Call it KYC, crypto-style.
A group of major crypto companies, led by Circle and Coinbase, introduced a digital identity protocol Thursday designed for blockchains, which would comply with “know-your-customer” requirements in traditional finance while giving users control over their personal information.
The system, called Verite, is “designed to enable individuals to have self-sovereign control over their identity” while offering “very strong KYC assurances,” Circle CEO Jeremy Allaire told Protocol. “You can think of it like an identity token in their wallet” which can be used to “interact with these networks.”
Verite underlines the crypto industry’s heightened focus on following established financial services regulations.
The rollout comes a day after another group of crypto companies, also including Coinbase and Circle, said they are building a system called TRUST which would enable its members to comply with the Treasury Department’s Travel Rule, which requires information about big financial transactions to “travel” with the movement of funds.
“TRUST is solving a much narrower problem,” Allaire said. Verite is “something that can be used in any kind of application. It could be used for proving your identity to an NFT market, proving a possession and ownership of an entity. It can be used to prove accredited investor status to a DeFi protocol. It's a very generalized technology.”
The proposal also comes alongside growing concern about centralized identity pools in financial and government transactions. The IRS recently backed off a plan to use facial recognition for authenticating users. And critics have pointed out that systems that accumulate personal financial data are attractive to hackers.
Allaire said the Verite project intends to “use cryptographic proofs of an identity without disclosing the identity information itself.”
“What we want is a world where I, as an individual, can exchange value with another individual or with a business or a merchant or whatnot, and prove to that counterparty that I'm actually who I say I am — that I'm a legitimate individual that's in good standing and has been KYC’d,” he said. “But I don't necessarily want to give them my personal identifiable information.”
To illustrate, Allaire cited the example of the way a bartender could check if a person, say Allaire’s daughter, is of legal drinking age.
“If my daughter walks into a bar, and says, ‘I'd like a drink,’ why does my daughter have to give them her name and address in order to get a drink because you do have to show your ID?” he said. “Why can't I scan a QR code and cryptographically prove that I, in fact, am 21 years old?”
Centre, an independent consortium founded by Circle and Coinbase which came up with the open-source framework for the USDC stablecoin, is supporting the development of Verite. Along with Block, Circle and Coinbase are collaborating on Verite “to promote broader adoption of crypto payments and decentralized finance,” Centre said in a statement. New products and services based on the technology are expected to be released later this year, Allaire said.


WHAT YOU HAVE TO DO
Search the data for "boxes". Each line containing it is to be copied.

DATA FOR THIS EXERCISE
::::

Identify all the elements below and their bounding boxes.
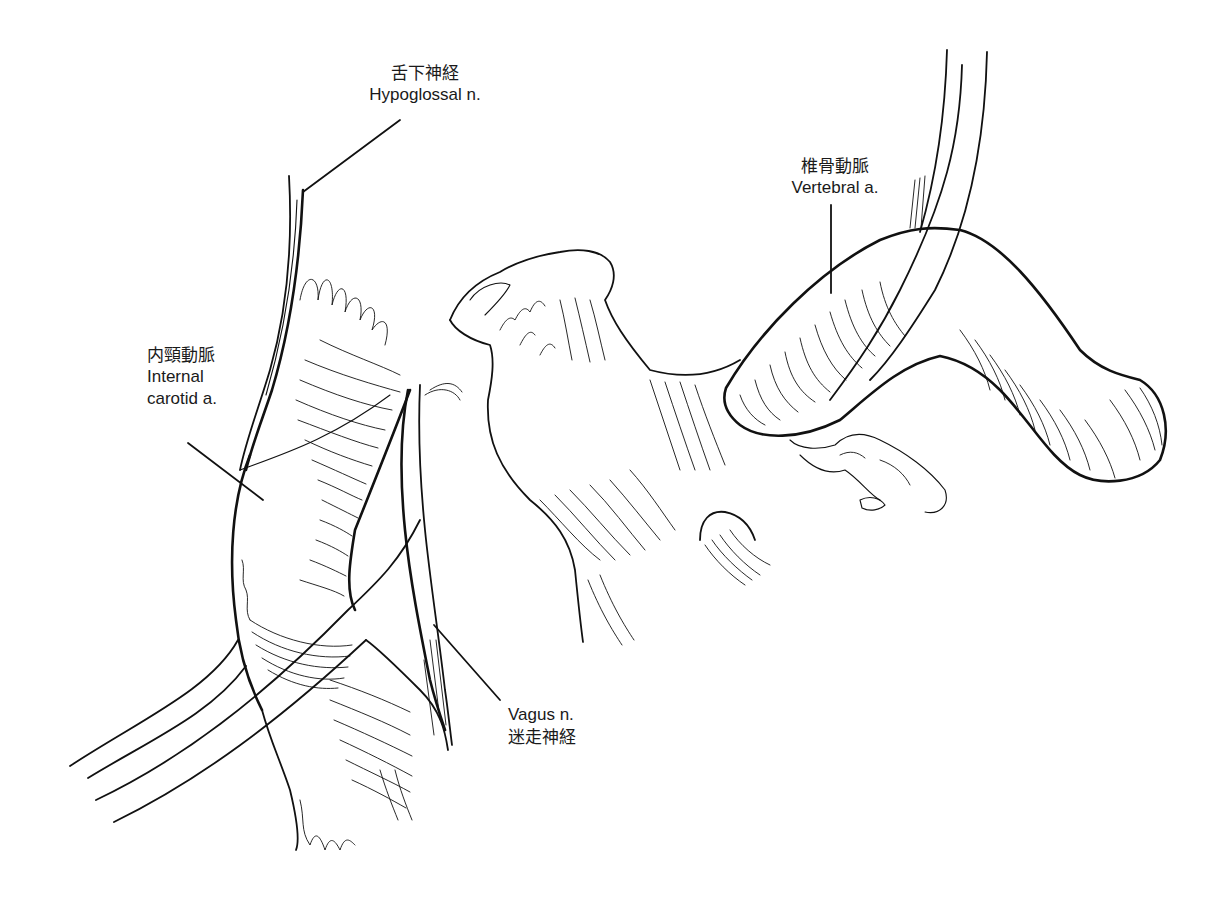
label-internal-carotid-ja: 内頸動脈 [147, 344, 217, 366]
label-vagus-en: Vagus n. [508, 704, 576, 726]
label-hypoglossal-ja: 舌下神経 [355, 62, 495, 84]
label-vertebral-en: Vertebral a. [775, 177, 895, 199]
anatomy-figure: 舌下神経 Hypoglossal n. 椎骨動脈 Vertebral a. 内頸… [0, 0, 1230, 907]
label-internal-carotid-en-1: Internal [147, 366, 217, 388]
lower-lobulated-structure-drawing [790, 435, 946, 513]
label-vertebral-artery: 椎骨動脈 Vertebral a. [775, 155, 895, 199]
anatomy-illustration [0, 0, 1230, 907]
label-internal-carotid-en-2: carotid a. [147, 388, 217, 410]
leader-lines [188, 120, 831, 700]
label-vertebral-ja: 椎骨動脈 [775, 155, 895, 177]
vertebral-artery-drawing [724, 50, 1165, 481]
label-vagus-nerve: Vagus n. 迷走神経 [508, 704, 576, 748]
hypoglossal-nerve-drawing [240, 176, 303, 470]
label-hypoglossal-en: Hypoglossal n. [355, 84, 495, 106]
label-internal-carotid-artery: 内頸動脈 Internal carotid a. [147, 344, 217, 410]
label-hypoglossal-nerve: 舌下神経 Hypoglossal n. [355, 62, 495, 106]
vagus-nerve-drawing [402, 383, 462, 745]
label-vagus-ja: 迷走神経 [508, 726, 576, 748]
internal-carotid-drawing [232, 279, 410, 710]
central-structure-drawing [450, 250, 770, 645]
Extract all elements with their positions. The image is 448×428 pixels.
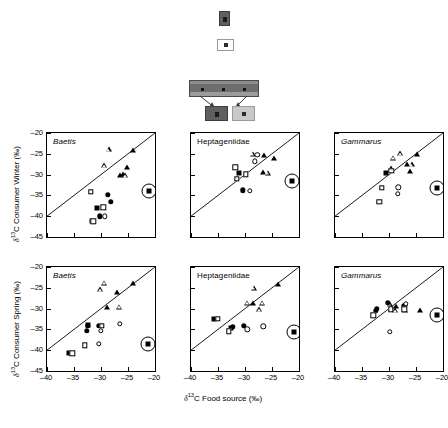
x-tick [155, 233, 156, 237]
marker-open-triangle [265, 170, 271, 175]
y-tick [335, 175, 339, 176]
y-tick-label: –40 [30, 345, 46, 354]
circled-marker [284, 174, 299, 189]
panel-title: Baetis [53, 271, 76, 280]
marker-open-square [82, 343, 87, 348]
marker-open-square [70, 350, 75, 355]
marker-open-square [371, 313, 376, 318]
y-tick [335, 288, 339, 289]
x-tick [128, 233, 129, 237]
y-tick-label: –40 [30, 211, 46, 220]
x-tick [47, 233, 48, 237]
y-tick [47, 175, 51, 176]
x-tick [191, 233, 192, 237]
marker-open-square [388, 168, 393, 173]
y-tick [47, 371, 51, 372]
x-tick [272, 367, 273, 371]
marker-filled-triangle [130, 148, 136, 153]
marker-filled-triangle [124, 165, 130, 170]
toolbar-chip-right[interactable] [232, 106, 255, 121]
x-tick [299, 367, 300, 371]
marker-open-square [100, 205, 105, 210]
marker-open-square [226, 329, 231, 334]
marker-filled-square [237, 170, 242, 175]
x-tick-label: –40 [40, 373, 53, 382]
circled-marker [430, 308, 444, 323]
toolbar-strip[interactable] [189, 80, 259, 97]
panel-title: Heptageniidae [197, 137, 250, 146]
panel-heptageniidae-winter: Heptageniidae [190, 132, 300, 238]
marker-open-triangle [244, 300, 250, 305]
x-tick-label: –20 [436, 373, 448, 382]
marker-filled-triangle [417, 308, 423, 313]
x-tick-label: –25 [409, 373, 422, 382]
x-tick [389, 367, 390, 371]
marker-open-triangle [122, 173, 128, 178]
x-tick-label: –35 [211, 373, 224, 382]
y-tick [335, 350, 339, 351]
x-tick [416, 233, 417, 237]
marker-filled-square [94, 205, 99, 210]
marker-open-triangle [409, 162, 415, 167]
y-tick [47, 267, 51, 268]
x-tick [245, 233, 246, 237]
x-tick-label: –40 [184, 373, 197, 382]
y-tick [191, 175, 195, 176]
marker-open-triangle [256, 307, 262, 312]
y-tick [47, 237, 51, 238]
circled-marker [140, 337, 155, 352]
x-axis-title: δ13C Food source (‰) [184, 394, 262, 403]
y-tick [335, 216, 339, 217]
marker-open-triangle [116, 304, 122, 309]
marker-filled-square [86, 322, 91, 327]
marker-open-triangle [390, 155, 396, 160]
marker-filled-triangle [414, 151, 420, 156]
x-tick-label: –30 [94, 373, 107, 382]
x-tick [101, 233, 102, 237]
x-tick-label: –20 [292, 373, 305, 382]
x-tick [128, 367, 129, 371]
y-tick-label: –35 [30, 190, 46, 199]
marker-open-triangle [397, 151, 403, 156]
one-to-one-line [191, 267, 299, 371]
x-tick [74, 367, 75, 371]
one-to-one-line [335, 133, 443, 237]
marker-filled-triangle [104, 304, 110, 309]
toolbar-dark-chip[interactable] [219, 11, 230, 26]
y-tick [191, 216, 195, 217]
y-tick [335, 309, 339, 310]
y-tick-label: –45 [30, 232, 46, 241]
x-tick-label: –25 [265, 373, 278, 382]
one-to-one-line [47, 133, 155, 237]
marker-filled-triangle [271, 155, 277, 160]
x-tick [335, 367, 336, 371]
y-tick [47, 216, 51, 217]
y-tick [335, 237, 339, 238]
panel-title: Heptageniidae [197, 271, 250, 280]
circled-marker [141, 184, 156, 199]
y-tick [47, 329, 51, 330]
marker-open-square [88, 189, 93, 194]
y-tick [335, 154, 339, 155]
x-tick [47, 367, 48, 371]
marker-open-triangle [106, 147, 112, 152]
x-tick [443, 233, 444, 237]
toolbar-chip-left[interactable] [205, 106, 228, 121]
marker-filled-triangle [275, 282, 281, 287]
toolbar-light-chip[interactable] [217, 39, 234, 51]
marker-filled-triangle [250, 300, 256, 305]
x-tick-label: –40 [328, 373, 341, 382]
x-tick [416, 367, 417, 371]
panel-baetis-spring: Baetis [46, 266, 156, 372]
y-tick [335, 267, 339, 268]
y-tick [335, 329, 339, 330]
y-tick [191, 288, 195, 289]
y-tick [191, 309, 195, 310]
y-tick-label: –25 [30, 282, 46, 291]
x-tick [389, 233, 390, 237]
panel-gammarus-spring: Gammarus [334, 266, 444, 372]
x-tick [191, 367, 192, 371]
y-tick [191, 133, 195, 134]
y-tick-label: –20 [30, 128, 46, 137]
marker-filled-triangle [114, 289, 120, 294]
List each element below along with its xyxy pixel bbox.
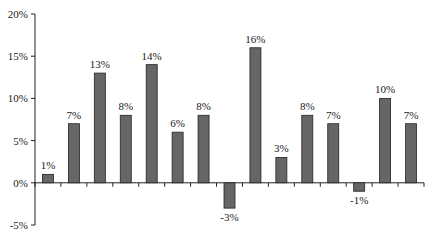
bar: [406, 124, 417, 183]
data-label: 7%: [404, 109, 419, 121]
data-label: 3%: [274, 142, 289, 154]
y-tick-label: 20%: [8, 8, 28, 20]
data-label: 8%: [196, 100, 211, 112]
data-label: 14%: [142, 50, 162, 62]
data-label: 8%: [118, 100, 133, 112]
bar: [380, 98, 391, 182]
bar: [276, 157, 287, 182]
bars: [42, 48, 416, 208]
y-tick-label: -5%: [10, 219, 28, 231]
data-label: 13%: [90, 58, 110, 70]
data-label: 10%: [375, 83, 395, 95]
data-label: -3%: [220, 211, 238, 223]
data-label: 1%: [41, 159, 56, 171]
bar: [68, 124, 79, 183]
bar: [94, 73, 105, 183]
bar: [198, 115, 209, 183]
bar: [120, 115, 131, 183]
y-tick-label: 0%: [13, 177, 28, 189]
bar: [354, 183, 365, 191]
bar: [328, 124, 339, 183]
bar: [172, 132, 183, 183]
data-label: 7%: [326, 109, 341, 121]
bar-chart: -5%0%5%10%15%20% 1%7%13%8%14%6%8%-3%16%3…: [0, 0, 428, 236]
y-tick-label: 5%: [13, 135, 28, 147]
bar: [250, 48, 261, 183]
data-label: 16%: [245, 33, 265, 45]
data-label: 8%: [300, 100, 315, 112]
bar: [146, 65, 157, 183]
bar: [224, 183, 235, 208]
y-axis: -5%0%5%10%15%20%: [8, 8, 35, 231]
y-tick-label: 15%: [8, 50, 28, 62]
y-tick-label: 10%: [8, 92, 28, 104]
data-label: -1%: [350, 194, 368, 206]
data-label: 6%: [170, 117, 185, 129]
bar: [42, 174, 53, 182]
bar: [302, 115, 313, 183]
data-label: 7%: [67, 109, 82, 121]
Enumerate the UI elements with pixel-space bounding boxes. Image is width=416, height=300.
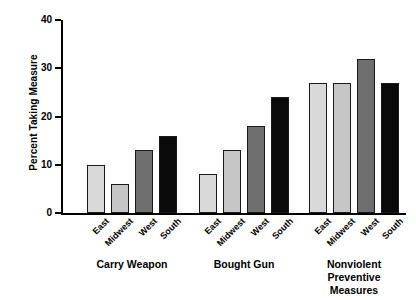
category-label-west: West bbox=[359, 216, 381, 238]
bar-3-west bbox=[357, 59, 375, 213]
category-label-east: East bbox=[313, 216, 334, 237]
bar-3-midwest bbox=[333, 83, 351, 213]
group-label-1: Carry Weapon bbox=[97, 258, 168, 271]
y-tick-label: 30 bbox=[41, 63, 52, 73]
category-label-south: South bbox=[380, 216, 405, 241]
category-label-south: South bbox=[270, 216, 295, 241]
bar-2-east bbox=[199, 174, 217, 213]
bar-2-west bbox=[247, 126, 265, 213]
category-label-south: South bbox=[158, 216, 183, 241]
bar-1-east bbox=[87, 165, 105, 213]
bar-3-east bbox=[309, 83, 327, 213]
bar-1-west bbox=[135, 150, 153, 213]
group-label-2: Bought Gun bbox=[214, 258, 275, 271]
group-label-3: Nonviolent Preventive Measures bbox=[327, 258, 381, 297]
category-labels: EastMidwestWestSouthEastMidwestWestSouth… bbox=[61, 216, 406, 256]
category-label-east: East bbox=[91, 216, 112, 237]
y-axis-title: Percent Taking Measure bbox=[28, 23, 39, 203]
bar-3-south bbox=[381, 83, 399, 213]
bars-layer bbox=[61, 20, 406, 214]
bar-chart: Percent Taking Measure 010203040 EastMid… bbox=[0, 0, 416, 300]
bar-1-south bbox=[159, 136, 177, 213]
y-tick-label: 20 bbox=[41, 112, 52, 122]
y-tick-label: 10 bbox=[41, 160, 52, 170]
category-label-west: West bbox=[249, 216, 271, 238]
category-label-west: West bbox=[137, 216, 159, 238]
plot-area: 010203040 bbox=[61, 20, 406, 214]
bar-2-south bbox=[271, 97, 289, 213]
bar-1-midwest bbox=[111, 184, 129, 213]
y-tick-label: 0 bbox=[46, 208, 52, 218]
bar-2-midwest bbox=[223, 150, 241, 213]
group-labels: Carry WeaponBought GunNonviolent Prevent… bbox=[61, 258, 406, 298]
y-tick-label: 40 bbox=[41, 15, 52, 25]
category-label-east: East bbox=[203, 216, 224, 237]
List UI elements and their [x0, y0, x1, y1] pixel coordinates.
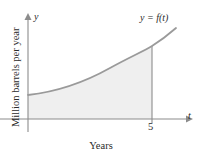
- x-axis-title: Years: [49, 141, 153, 152]
- y-axis-variable-label: y: [34, 12, 38, 22]
- figure-container: Million barrels per year Years y t y = f…: [0, 0, 198, 156]
- x-tick-label-5: 5: [148, 122, 153, 133]
- t-axis-variable-label: t: [188, 111, 191, 121]
- chart-plot-area: [0, 0, 198, 156]
- curve-equation-label: y = f(t): [140, 13, 168, 23]
- y-axis-title: Million barrels per year: [11, 23, 22, 131]
- shaded-area-under-curve: [28, 46, 152, 119]
- y-axis-arrowhead: [25, 13, 32, 20]
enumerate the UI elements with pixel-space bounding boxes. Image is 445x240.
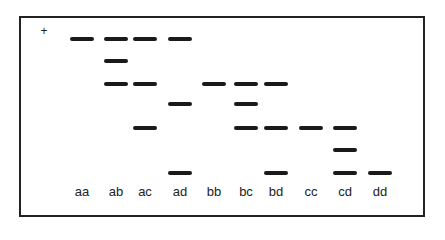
lane-label-ad: ad: [165, 184, 195, 200]
lane-label-bb: bb: [199, 184, 229, 200]
band-cd-row-7: [333, 171, 357, 175]
band-bd-row-5: [264, 126, 288, 130]
band-bc-row-5: [234, 126, 258, 130]
lane-label-cd: cd: [330, 184, 360, 200]
band-ab-row-1: [104, 37, 128, 41]
band-ad-row-7: [168, 171, 192, 175]
band-bc-row-3: [234, 82, 258, 86]
lane-label-cc: cc: [296, 184, 326, 200]
band-aa-row-1: [70, 37, 94, 41]
band-bd-row-7: [264, 171, 288, 175]
lane-label-ab: ab: [101, 184, 131, 200]
band-ad-row-4: [168, 102, 192, 106]
band-ad-row-1: [168, 37, 192, 41]
polarity-plus-sign: +: [38, 24, 50, 38]
lane-label-aa: aa: [67, 184, 97, 200]
lane-label-bc: bc: [231, 184, 261, 200]
band-cd-row-6: [333, 148, 357, 152]
lane-label-bd: bd: [261, 184, 291, 200]
band-ac-row-1: [133, 37, 157, 41]
lane-label-ac: ac: [130, 184, 160, 200]
band-ab-row-3: [104, 82, 128, 86]
band-dd-row-7: [368, 171, 392, 175]
band-ac-row-3: [133, 82, 157, 86]
band-bd-row-3: [264, 82, 288, 86]
band-bc-row-4: [234, 102, 258, 106]
band-bb-row-3: [202, 82, 226, 86]
band-cd-row-5: [333, 126, 357, 130]
band-cc-row-5: [299, 126, 323, 130]
band-ab-row-2: [104, 59, 128, 63]
lane-label-dd: dd: [365, 184, 395, 200]
band-ac-row-5: [133, 126, 157, 130]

::::

WRITTEN REPLY
Identify all the elements below and their bounding boxes.
Enumerate the UI elements with pixel-space bounding boxes. Image is width=416, height=300.
enumerate the UI elements with pixel-space bounding boxes. Image is 445x240.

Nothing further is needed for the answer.